Buck Privates | |
---|---|
Theatrical release poster
|
|
Directed by | Arthur Lubin |
Produced by | Alex Gottlieb |
Written by | Arthur T. Horman |
Starring |
Bud Abbott Lou Costello The Andrews Sisters |
Music by | Charles Previn |
Cinematography | Milton R. Krasner |
Edited by | Philip Cahn |
Distributed by | Universal Pictures |
Release date
|
|
Running time
|
84 minutes |
Country | United States |
Language | English |
Budget | $245,000 |
Box office | $4,000,000 (USA) |
Buck Privates is a 1941 musical military comedy film that turned Bud Abbott and Lou Costello into bona fide movie stars. It was the first service comedy based on the peacetime draft of 1940. The comedy team made two more service comedies before the United States entered the war (In the Navy and Keep 'Em Flying). A sequel to this movie, Buck Privates Come Home, was released in 1947. Buck Privates is one of three Abbott and Costello films featuring The Andrews Sisters, who were also under contract to Universal Pictures at the time.
Abbott and Costello performed a radio adaptation of the film on the Lux Radio Theater on October 13, 1941.
Slicker Smith and Herbie Brown (Abbott and Costello) are sidewalk peddlers who hawk neckties out of a suitcase. They are chased by a cop and duck into a movie theater, not realizing that it is now being used as an Army Recruitment Center. Believing that they are signing up for theater prizes, they end up enlisting instead.

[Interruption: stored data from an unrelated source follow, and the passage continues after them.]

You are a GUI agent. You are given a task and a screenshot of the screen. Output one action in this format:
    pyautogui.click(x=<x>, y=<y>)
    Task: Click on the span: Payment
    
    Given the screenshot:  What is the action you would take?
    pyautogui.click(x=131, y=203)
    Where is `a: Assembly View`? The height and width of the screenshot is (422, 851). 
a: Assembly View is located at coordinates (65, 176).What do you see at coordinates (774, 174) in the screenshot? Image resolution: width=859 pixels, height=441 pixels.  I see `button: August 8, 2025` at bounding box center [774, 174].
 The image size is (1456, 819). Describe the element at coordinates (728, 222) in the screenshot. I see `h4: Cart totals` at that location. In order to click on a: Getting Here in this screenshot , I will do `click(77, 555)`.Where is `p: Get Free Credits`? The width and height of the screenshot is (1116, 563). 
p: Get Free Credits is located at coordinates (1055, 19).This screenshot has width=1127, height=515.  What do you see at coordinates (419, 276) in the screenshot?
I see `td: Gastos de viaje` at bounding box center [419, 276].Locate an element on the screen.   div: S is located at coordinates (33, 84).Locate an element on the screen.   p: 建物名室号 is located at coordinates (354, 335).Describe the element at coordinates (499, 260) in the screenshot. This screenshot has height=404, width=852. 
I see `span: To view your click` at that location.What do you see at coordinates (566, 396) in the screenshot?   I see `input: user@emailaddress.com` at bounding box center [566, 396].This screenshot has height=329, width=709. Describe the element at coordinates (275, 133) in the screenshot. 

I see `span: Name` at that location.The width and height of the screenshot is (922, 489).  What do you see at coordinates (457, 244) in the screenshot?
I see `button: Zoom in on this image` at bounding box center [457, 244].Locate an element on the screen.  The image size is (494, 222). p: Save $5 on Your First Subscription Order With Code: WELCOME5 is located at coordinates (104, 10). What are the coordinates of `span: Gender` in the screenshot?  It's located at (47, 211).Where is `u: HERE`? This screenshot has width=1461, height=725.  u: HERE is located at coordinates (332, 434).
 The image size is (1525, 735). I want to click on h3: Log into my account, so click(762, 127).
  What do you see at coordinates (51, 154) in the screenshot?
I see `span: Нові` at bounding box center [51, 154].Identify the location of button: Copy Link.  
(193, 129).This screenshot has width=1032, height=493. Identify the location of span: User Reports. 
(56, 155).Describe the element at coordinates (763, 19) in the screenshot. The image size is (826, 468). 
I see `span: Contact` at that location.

Meanwhile, spoiled playboy Randolph Parker (Lee Bowman) and his long-suffering valet, Bob Martin (Alan Curtis), are also enlisting at the old theater. Randolph expects his influential father to pull some strings so he can avoid military service. Bob, on the other hand, takes his military obligations in stride. Tensions between the two men escalate with the introduction of Judy Gray (Jane Frazee), a camp hostess and friend of Bob's upon whom Randolph sets his sights.